Near-perfect efficiency in X-ray phase microtomography
Dominik John, Gregor Breitenhuber, Sami Wirtensohn, Franziska Hinterdobler, Luka Gaetani, Sara Savatović, Jens Lucht, Markus Osterhoff, Marina Eckermann, Tim Salditt, Julia Herzen
TL;DR
The paper addresses the dose limitation in X-ray microtomography by integrating an X-ray waveguide, a structured phase modulator (Talbot array illuminator), and a photon-counting detector to achieve near-theoretical imaging performance. The authors demonstrate high visibility ($V \approx 95\%$) and high quantum efficiency ($QE \approx 98\%$) at energies around 8–10 keV, enabling dose-efficient multimodal tomography with single-micrometer resolution. They validate the approach with measurements of visibilities, angular sensitivity, and a tomographic reconstruction of mouse skin embedded in paraffin, showing bidirectional phase sensitivity and physiologically meaningful electron-density contrasts. The work highlights practical implications for imaging native-state biological specimens, offering routes to larger fields of view, higher flux, and potential dark-field integration, thereby advancing biomedical research and tissue characterization under physiological conditions.
Abstract
X-ray microtomography at synchrotron sources is fundamentally limited by the high radiation dose applied to the samples, which restricts investigations to non-native tissue states and thereby compromises the biological relevance of the resulting data. The limitation stems from inefficient indirect detection schemes that require prolonged exposures. Efforts to extract additional contrast through multimodal techniques, like modulation-based imaging, worsen the problem by requiring multiple tomographic scans. In addition, the techniques suffer from low modulator pattern visibility, which reduces measurement efficiency and sensitivity. We address both the detection efficiency and modulation visibility challenges using a novel setup that combines an X-ray waveguide, a structured phase modulator, and a photon-counting detector. Our approach simultaneously achieves near-theoretical limits in both visibility (95%) and quantum efficiency (98%), thereby enabling dose-efficient multimodal microtomography at single-micrometer resolution. This advance will enable new classes of experiments on native-state biological specimens with the potential to advance biomedical research, disease diagnostics, and our understanding of tissue structure in physiological environments.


TASK TO COMPLETE =
Show all lines from the records below in which the string "Dynamic" is present.

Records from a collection
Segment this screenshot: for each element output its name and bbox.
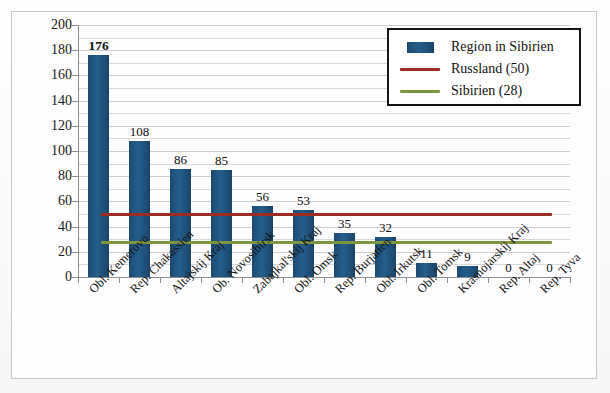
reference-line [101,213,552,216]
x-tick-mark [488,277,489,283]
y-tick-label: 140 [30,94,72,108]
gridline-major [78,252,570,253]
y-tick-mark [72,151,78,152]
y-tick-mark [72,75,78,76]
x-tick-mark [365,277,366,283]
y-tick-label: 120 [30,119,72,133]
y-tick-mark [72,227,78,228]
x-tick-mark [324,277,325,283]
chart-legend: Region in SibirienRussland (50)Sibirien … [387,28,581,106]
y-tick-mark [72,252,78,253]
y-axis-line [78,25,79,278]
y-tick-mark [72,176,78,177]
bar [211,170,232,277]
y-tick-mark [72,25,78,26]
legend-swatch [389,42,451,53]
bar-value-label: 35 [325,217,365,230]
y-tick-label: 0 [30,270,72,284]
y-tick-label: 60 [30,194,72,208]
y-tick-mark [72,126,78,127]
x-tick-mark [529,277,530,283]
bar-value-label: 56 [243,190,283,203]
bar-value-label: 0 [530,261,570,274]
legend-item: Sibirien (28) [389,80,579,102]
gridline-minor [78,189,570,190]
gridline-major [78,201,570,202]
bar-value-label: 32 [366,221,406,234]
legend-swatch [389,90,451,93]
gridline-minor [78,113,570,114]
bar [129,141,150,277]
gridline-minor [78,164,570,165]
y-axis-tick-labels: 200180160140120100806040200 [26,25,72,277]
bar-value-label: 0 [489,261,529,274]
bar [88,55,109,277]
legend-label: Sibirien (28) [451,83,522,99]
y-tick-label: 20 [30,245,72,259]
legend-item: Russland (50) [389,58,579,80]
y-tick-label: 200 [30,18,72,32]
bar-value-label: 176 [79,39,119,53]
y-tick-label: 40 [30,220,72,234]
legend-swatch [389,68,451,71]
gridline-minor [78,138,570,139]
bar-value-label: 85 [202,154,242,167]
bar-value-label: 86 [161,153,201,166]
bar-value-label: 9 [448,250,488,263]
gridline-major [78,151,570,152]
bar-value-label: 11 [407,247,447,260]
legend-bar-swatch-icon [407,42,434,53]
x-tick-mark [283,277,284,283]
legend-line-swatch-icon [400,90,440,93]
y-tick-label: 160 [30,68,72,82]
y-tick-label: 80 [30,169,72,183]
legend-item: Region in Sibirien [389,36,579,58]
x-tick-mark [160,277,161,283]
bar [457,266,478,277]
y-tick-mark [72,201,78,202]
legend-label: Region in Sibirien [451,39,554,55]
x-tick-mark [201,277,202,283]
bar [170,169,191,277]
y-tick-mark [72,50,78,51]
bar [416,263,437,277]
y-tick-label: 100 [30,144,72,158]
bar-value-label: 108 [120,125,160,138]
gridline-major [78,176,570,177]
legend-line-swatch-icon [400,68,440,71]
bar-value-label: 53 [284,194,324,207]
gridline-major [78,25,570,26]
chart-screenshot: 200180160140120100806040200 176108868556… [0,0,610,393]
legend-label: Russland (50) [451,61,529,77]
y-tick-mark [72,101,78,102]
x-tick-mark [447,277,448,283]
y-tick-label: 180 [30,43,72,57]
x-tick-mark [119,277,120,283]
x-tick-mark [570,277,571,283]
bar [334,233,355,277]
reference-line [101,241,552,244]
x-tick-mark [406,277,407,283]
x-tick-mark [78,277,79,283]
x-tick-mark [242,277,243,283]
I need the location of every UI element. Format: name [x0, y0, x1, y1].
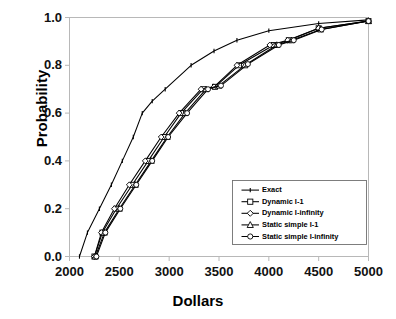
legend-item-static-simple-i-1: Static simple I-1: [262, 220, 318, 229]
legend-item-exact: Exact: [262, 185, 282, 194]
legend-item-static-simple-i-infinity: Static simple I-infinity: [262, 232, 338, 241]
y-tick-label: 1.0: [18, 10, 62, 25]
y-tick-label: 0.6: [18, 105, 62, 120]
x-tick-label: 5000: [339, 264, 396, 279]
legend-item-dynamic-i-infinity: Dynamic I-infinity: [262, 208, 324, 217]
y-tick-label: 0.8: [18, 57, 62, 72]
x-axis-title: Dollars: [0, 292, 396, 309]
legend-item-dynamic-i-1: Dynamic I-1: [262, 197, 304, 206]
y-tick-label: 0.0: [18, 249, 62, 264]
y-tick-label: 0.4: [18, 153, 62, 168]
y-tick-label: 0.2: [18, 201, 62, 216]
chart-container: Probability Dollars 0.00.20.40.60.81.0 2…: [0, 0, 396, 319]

...

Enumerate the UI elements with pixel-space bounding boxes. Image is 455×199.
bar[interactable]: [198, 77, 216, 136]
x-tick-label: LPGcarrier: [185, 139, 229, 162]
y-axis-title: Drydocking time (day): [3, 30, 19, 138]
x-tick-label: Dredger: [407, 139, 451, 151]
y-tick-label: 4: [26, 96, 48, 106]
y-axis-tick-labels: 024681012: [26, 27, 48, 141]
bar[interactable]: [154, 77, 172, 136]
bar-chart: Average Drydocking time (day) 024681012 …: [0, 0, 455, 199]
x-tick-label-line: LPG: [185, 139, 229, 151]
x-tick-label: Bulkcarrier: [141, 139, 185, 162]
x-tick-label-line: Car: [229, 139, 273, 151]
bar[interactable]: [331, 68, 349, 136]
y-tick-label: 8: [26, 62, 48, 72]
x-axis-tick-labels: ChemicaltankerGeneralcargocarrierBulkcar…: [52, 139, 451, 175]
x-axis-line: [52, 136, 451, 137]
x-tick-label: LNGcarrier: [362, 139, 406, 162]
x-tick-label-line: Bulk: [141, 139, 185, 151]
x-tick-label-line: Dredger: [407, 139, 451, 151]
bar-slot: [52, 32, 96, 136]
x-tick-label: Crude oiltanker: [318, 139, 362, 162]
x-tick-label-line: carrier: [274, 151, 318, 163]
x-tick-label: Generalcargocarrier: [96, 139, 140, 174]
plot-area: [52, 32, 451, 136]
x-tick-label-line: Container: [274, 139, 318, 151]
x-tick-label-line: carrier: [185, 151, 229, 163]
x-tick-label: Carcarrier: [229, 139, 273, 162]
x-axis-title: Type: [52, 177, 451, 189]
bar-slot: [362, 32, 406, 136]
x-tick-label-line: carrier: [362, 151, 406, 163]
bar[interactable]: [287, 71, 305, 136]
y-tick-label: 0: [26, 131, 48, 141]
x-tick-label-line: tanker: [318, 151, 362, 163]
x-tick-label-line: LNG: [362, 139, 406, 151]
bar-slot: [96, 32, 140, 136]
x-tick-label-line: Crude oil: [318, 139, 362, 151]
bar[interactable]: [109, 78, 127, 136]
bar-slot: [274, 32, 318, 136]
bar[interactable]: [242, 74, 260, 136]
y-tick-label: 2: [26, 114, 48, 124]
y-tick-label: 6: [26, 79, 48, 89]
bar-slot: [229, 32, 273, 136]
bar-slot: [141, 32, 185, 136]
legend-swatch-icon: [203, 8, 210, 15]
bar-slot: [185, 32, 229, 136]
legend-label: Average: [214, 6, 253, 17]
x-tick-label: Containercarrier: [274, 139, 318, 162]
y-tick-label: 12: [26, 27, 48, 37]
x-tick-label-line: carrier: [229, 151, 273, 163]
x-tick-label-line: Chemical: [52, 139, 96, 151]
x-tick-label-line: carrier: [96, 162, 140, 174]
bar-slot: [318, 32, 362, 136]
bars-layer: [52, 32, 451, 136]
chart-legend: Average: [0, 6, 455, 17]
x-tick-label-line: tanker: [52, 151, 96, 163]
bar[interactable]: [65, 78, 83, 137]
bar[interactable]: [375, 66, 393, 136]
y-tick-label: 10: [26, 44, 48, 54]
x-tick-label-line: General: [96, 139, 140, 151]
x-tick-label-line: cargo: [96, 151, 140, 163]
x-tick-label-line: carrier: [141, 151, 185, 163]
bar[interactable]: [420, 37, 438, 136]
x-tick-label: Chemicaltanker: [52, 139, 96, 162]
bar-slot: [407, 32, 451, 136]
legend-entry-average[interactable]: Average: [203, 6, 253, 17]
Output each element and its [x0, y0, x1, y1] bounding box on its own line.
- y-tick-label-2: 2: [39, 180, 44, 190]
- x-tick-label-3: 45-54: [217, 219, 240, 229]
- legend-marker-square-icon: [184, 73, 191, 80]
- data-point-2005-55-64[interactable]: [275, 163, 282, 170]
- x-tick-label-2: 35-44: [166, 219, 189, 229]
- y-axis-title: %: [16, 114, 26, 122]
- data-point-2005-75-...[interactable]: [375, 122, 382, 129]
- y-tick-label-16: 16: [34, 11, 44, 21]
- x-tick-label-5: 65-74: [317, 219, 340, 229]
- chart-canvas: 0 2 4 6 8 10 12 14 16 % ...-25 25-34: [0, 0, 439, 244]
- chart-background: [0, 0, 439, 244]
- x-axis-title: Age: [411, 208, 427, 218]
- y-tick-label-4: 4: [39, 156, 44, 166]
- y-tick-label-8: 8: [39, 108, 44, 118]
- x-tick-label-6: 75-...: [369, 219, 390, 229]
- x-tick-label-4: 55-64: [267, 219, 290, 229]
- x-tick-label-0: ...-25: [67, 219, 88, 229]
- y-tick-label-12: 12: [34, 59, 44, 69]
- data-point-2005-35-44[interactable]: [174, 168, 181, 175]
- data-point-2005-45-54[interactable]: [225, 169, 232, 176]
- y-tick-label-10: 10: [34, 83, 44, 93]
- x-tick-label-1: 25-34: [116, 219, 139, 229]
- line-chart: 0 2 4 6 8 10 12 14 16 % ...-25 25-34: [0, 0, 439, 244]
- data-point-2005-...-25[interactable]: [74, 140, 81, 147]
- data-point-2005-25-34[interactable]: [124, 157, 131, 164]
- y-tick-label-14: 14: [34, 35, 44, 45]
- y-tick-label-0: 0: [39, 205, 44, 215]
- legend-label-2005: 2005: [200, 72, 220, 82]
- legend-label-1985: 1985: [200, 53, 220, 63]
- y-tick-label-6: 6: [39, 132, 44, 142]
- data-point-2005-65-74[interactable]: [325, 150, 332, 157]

* * *

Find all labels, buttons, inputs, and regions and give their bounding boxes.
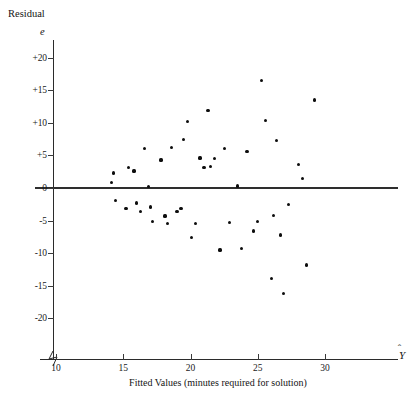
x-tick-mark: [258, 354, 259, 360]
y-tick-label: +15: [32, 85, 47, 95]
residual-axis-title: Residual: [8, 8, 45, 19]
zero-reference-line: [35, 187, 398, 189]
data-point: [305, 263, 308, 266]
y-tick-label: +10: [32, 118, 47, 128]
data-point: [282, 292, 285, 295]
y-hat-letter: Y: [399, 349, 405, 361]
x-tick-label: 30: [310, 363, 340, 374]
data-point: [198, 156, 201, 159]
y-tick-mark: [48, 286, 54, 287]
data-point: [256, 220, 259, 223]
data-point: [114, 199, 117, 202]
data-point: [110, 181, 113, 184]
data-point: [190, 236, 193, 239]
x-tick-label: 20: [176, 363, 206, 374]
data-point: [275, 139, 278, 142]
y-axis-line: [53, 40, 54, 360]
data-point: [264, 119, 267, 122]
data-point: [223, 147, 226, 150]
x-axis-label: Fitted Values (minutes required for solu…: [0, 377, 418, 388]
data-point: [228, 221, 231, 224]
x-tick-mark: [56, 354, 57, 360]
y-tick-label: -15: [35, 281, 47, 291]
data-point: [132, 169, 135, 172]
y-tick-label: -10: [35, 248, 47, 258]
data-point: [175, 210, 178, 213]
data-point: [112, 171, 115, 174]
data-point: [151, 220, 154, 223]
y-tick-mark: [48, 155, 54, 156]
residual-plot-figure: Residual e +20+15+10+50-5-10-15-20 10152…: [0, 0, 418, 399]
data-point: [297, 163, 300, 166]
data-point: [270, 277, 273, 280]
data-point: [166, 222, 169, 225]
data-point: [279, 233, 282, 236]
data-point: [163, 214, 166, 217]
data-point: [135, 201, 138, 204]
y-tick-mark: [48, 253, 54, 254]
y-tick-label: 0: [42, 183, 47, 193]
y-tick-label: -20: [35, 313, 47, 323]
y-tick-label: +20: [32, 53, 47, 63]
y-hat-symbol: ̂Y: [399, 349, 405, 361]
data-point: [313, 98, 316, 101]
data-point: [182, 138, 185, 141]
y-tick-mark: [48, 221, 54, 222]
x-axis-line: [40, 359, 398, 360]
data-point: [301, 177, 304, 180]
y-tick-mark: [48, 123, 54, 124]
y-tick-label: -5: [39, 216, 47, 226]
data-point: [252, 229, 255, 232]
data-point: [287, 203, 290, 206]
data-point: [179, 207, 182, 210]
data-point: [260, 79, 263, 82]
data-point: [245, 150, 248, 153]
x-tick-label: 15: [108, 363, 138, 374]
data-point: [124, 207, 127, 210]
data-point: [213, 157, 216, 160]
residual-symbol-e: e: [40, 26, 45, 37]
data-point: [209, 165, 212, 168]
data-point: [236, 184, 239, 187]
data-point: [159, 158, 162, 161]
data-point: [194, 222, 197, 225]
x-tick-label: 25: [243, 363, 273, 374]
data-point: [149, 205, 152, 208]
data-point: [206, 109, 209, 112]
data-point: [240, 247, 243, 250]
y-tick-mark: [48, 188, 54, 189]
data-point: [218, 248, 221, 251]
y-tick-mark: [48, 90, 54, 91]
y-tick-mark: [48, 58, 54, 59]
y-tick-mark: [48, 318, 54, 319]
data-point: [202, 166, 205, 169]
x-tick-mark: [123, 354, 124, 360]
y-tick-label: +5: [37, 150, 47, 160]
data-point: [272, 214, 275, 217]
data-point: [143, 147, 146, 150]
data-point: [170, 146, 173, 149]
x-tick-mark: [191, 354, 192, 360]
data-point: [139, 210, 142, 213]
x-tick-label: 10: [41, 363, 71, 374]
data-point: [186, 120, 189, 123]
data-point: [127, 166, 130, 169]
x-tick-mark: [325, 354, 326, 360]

TASK ANSWER =
legend-item-dynamic-i-infinity: Dynamic I-infinity: [262, 208, 324, 217]
legend-item-dynamic-i-1: Dynamic I-1: [262, 197, 304, 206]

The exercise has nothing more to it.